Their Eyes Were Watching God - hard
Their Eyes Were Watching God - hard
“A deeply soulful novel that comprehends love and cruelty, and separates the big people from the small of heart, without ever losing sympathy for those unfortunates who don’t know how to live properly.” —Zadie Smith
The beloved Zora Neale Hurston Classic—a PBS Great American Read Top 100 Pick—now available in a special gift edition.
When first published in 1937, this novel about a proud, independent black woman was generally dismissed by male reviewers. Out of print for almost thirty years, but since its reissue in paperback edition by the University of Illionois Press in 1978, Their Eyes Were Watching God has become the most widely read and highly acclaimed novel in the canon of African-American literature.

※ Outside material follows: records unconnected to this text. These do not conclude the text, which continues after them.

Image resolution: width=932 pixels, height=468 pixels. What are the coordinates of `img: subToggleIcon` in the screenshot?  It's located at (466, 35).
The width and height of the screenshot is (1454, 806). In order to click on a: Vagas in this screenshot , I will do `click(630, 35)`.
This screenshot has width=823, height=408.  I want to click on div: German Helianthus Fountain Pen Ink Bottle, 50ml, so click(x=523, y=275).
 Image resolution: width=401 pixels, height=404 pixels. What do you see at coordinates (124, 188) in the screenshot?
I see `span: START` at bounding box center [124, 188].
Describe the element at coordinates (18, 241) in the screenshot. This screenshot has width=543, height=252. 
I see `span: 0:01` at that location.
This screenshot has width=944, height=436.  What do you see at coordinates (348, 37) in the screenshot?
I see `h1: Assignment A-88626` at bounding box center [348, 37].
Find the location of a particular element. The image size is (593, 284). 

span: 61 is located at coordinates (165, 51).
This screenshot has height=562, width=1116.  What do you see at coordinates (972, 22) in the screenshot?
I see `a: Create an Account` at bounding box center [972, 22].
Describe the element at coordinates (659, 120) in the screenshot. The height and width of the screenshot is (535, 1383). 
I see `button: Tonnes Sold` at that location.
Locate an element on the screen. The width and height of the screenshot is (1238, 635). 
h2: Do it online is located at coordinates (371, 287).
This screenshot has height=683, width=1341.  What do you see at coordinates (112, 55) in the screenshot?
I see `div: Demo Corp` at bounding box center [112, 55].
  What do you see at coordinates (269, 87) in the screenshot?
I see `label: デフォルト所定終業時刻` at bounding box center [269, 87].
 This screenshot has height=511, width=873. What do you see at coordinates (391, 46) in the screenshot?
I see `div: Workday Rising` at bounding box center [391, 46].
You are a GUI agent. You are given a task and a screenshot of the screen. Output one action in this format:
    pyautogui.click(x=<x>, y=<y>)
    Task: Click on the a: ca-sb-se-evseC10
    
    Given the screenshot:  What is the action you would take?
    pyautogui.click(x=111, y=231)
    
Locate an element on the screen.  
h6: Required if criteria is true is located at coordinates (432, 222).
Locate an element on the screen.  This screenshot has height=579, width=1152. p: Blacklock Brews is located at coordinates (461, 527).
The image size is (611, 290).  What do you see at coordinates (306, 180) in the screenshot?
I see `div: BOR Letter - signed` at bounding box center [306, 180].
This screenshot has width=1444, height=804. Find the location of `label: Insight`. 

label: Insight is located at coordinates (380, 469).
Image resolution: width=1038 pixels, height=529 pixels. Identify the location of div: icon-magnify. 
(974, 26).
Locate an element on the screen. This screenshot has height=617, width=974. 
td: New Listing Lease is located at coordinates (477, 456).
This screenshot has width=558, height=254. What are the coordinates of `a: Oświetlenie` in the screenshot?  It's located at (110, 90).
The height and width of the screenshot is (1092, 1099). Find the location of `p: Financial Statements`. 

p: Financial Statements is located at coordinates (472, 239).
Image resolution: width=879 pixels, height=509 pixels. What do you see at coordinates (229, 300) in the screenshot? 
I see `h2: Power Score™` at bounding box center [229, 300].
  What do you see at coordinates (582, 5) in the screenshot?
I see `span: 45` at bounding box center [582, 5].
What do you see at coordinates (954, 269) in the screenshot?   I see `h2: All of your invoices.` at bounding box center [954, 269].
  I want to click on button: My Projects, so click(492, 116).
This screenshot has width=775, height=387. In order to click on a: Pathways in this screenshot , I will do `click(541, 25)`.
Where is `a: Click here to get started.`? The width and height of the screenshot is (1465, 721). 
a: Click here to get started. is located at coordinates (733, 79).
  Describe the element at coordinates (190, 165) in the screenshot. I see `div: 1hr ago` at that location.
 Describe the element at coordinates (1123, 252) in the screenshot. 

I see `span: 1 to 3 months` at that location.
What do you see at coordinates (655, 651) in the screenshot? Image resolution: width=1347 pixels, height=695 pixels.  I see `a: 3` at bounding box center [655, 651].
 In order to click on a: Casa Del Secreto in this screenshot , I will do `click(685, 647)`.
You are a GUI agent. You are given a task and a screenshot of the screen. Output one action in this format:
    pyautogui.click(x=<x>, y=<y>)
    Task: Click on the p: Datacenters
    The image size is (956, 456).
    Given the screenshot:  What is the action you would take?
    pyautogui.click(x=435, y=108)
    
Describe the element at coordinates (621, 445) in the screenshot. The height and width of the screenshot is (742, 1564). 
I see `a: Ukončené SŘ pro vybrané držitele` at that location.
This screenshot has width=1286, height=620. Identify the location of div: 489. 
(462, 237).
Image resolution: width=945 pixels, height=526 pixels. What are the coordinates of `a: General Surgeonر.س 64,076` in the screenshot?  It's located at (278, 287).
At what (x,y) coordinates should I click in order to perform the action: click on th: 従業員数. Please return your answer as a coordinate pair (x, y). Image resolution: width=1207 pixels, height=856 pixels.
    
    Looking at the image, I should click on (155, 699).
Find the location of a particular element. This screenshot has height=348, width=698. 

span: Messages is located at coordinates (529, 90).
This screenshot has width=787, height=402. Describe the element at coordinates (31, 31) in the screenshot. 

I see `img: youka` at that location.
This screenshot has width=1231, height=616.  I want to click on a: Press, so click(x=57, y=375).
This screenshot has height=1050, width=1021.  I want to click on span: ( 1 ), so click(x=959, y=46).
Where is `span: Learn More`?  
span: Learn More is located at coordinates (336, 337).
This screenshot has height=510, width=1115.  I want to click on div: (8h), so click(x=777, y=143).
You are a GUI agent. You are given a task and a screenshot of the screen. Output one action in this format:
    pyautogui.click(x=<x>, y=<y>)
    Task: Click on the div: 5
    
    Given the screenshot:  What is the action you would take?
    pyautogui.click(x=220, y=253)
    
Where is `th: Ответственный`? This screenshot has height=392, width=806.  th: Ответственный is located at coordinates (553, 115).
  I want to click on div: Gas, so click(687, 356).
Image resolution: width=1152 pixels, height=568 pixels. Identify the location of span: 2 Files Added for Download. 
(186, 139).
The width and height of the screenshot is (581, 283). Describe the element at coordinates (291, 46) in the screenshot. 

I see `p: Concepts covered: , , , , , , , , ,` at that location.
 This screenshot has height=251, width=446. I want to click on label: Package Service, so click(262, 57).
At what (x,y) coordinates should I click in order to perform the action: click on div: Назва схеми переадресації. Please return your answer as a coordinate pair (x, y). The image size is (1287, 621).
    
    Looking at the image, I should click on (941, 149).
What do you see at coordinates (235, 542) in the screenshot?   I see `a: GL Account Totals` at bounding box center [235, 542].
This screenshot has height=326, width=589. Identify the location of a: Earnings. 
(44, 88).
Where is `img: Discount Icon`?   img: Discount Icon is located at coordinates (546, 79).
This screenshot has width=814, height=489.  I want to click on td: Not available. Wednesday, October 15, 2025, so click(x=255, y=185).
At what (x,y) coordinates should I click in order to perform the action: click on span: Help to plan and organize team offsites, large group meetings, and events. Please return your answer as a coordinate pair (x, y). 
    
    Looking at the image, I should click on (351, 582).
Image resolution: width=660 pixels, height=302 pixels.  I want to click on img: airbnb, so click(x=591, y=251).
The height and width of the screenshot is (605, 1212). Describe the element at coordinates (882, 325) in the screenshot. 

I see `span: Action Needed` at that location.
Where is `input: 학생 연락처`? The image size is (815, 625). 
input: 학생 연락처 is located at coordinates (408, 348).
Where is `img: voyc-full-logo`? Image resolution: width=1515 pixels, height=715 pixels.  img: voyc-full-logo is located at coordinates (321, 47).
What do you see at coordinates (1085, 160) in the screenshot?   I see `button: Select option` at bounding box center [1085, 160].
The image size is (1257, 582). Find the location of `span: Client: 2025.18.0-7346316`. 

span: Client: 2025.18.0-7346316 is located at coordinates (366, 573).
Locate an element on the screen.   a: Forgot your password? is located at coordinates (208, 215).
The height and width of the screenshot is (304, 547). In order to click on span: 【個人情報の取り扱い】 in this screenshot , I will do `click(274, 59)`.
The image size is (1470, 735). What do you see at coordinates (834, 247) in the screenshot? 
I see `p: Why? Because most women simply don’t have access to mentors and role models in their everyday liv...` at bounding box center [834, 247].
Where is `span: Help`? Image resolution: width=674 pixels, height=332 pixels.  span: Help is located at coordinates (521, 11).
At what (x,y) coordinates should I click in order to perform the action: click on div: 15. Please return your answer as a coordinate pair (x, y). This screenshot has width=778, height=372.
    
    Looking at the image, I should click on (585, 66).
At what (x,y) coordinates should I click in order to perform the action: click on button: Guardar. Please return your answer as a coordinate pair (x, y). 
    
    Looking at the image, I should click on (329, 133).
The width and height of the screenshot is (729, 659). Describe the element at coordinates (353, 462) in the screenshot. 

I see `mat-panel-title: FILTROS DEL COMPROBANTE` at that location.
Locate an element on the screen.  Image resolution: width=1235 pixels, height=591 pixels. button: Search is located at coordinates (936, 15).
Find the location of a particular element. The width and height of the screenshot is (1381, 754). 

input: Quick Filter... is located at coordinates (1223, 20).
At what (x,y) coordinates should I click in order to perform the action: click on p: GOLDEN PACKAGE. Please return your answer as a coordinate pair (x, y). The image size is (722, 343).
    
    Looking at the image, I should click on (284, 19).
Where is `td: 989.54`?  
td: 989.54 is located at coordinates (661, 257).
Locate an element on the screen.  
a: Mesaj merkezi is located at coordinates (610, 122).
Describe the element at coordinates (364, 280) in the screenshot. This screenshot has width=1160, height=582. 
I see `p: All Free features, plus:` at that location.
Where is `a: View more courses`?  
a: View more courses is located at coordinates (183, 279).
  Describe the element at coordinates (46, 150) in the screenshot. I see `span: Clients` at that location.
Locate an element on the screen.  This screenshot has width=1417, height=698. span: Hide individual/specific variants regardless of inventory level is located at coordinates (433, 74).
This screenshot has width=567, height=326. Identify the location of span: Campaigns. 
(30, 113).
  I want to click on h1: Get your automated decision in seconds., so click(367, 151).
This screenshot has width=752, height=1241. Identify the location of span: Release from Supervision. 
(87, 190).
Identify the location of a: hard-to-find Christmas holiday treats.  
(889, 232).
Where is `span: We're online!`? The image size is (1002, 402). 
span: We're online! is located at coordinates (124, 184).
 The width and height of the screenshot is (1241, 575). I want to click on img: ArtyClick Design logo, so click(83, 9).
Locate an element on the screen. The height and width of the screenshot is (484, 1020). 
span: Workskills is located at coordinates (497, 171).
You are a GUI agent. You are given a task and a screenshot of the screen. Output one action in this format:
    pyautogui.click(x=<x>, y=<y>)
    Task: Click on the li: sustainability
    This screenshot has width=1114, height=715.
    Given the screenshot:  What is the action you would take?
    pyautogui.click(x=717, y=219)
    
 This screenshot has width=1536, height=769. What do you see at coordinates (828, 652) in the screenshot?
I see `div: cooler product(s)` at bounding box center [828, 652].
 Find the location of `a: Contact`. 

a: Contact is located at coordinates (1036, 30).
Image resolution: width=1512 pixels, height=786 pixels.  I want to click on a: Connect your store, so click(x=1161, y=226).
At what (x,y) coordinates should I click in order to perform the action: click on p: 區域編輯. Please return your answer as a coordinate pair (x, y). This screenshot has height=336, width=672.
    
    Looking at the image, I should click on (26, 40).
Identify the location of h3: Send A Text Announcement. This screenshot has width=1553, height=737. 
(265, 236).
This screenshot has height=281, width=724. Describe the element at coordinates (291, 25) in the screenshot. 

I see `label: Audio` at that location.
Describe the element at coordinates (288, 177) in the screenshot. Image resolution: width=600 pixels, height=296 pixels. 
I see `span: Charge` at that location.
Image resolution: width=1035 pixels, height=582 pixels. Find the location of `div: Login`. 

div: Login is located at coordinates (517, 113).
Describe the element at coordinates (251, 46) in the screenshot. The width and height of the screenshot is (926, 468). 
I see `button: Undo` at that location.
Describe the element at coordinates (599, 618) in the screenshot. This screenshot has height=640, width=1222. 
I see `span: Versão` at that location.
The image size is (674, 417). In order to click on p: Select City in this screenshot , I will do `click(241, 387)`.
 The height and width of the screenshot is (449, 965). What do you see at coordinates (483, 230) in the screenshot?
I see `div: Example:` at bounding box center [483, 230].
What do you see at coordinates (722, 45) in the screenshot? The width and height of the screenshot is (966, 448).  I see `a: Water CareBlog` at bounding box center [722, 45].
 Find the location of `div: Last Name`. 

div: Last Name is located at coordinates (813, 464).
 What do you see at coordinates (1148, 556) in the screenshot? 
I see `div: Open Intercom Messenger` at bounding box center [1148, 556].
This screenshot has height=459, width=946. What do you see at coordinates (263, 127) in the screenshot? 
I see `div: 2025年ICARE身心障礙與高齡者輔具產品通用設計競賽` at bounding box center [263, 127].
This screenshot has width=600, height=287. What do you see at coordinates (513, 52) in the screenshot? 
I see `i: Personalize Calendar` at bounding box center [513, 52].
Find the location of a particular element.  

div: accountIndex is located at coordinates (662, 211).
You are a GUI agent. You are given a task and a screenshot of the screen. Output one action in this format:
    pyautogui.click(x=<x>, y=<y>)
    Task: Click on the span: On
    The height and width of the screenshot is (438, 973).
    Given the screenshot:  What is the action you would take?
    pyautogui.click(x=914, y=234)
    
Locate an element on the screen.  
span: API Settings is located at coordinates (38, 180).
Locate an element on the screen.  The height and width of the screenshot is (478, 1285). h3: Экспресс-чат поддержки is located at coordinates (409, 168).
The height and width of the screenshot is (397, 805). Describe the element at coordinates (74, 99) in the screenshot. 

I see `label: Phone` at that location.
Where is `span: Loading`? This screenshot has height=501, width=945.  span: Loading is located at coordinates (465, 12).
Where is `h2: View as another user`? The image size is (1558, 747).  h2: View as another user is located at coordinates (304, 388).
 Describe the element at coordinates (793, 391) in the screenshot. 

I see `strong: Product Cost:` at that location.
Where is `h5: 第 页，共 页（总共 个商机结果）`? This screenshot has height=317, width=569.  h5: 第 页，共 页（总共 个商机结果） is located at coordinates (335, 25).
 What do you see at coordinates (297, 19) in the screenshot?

With haunting sympathy and piercing immediacy, Their Eyes Were Watching God tells the story of Janie Crawford’s evolving selfhood through three marriages. Light-skinned, long-haired, dreamy as a child, Janie grows up expecting better treatment than she gets until she meets Tea Cake, a younger man who engages her heart and spirit in equal measure and gives her the chance to enjoy life without being a man’s mule or adornment. Though Jaine’s story does not end happily, it does draw to a satisfying conclusion. Janie is one black woman who doesn’t have to live lost in sorrow, bitterness, fear, or foolish romantic dreams, instead Janie proclaims that she has done “two things everbody’s got tuh do fuh theyselves. They got tuh go tuh God, and they got tuh find out about livin’ fuh theyselves.”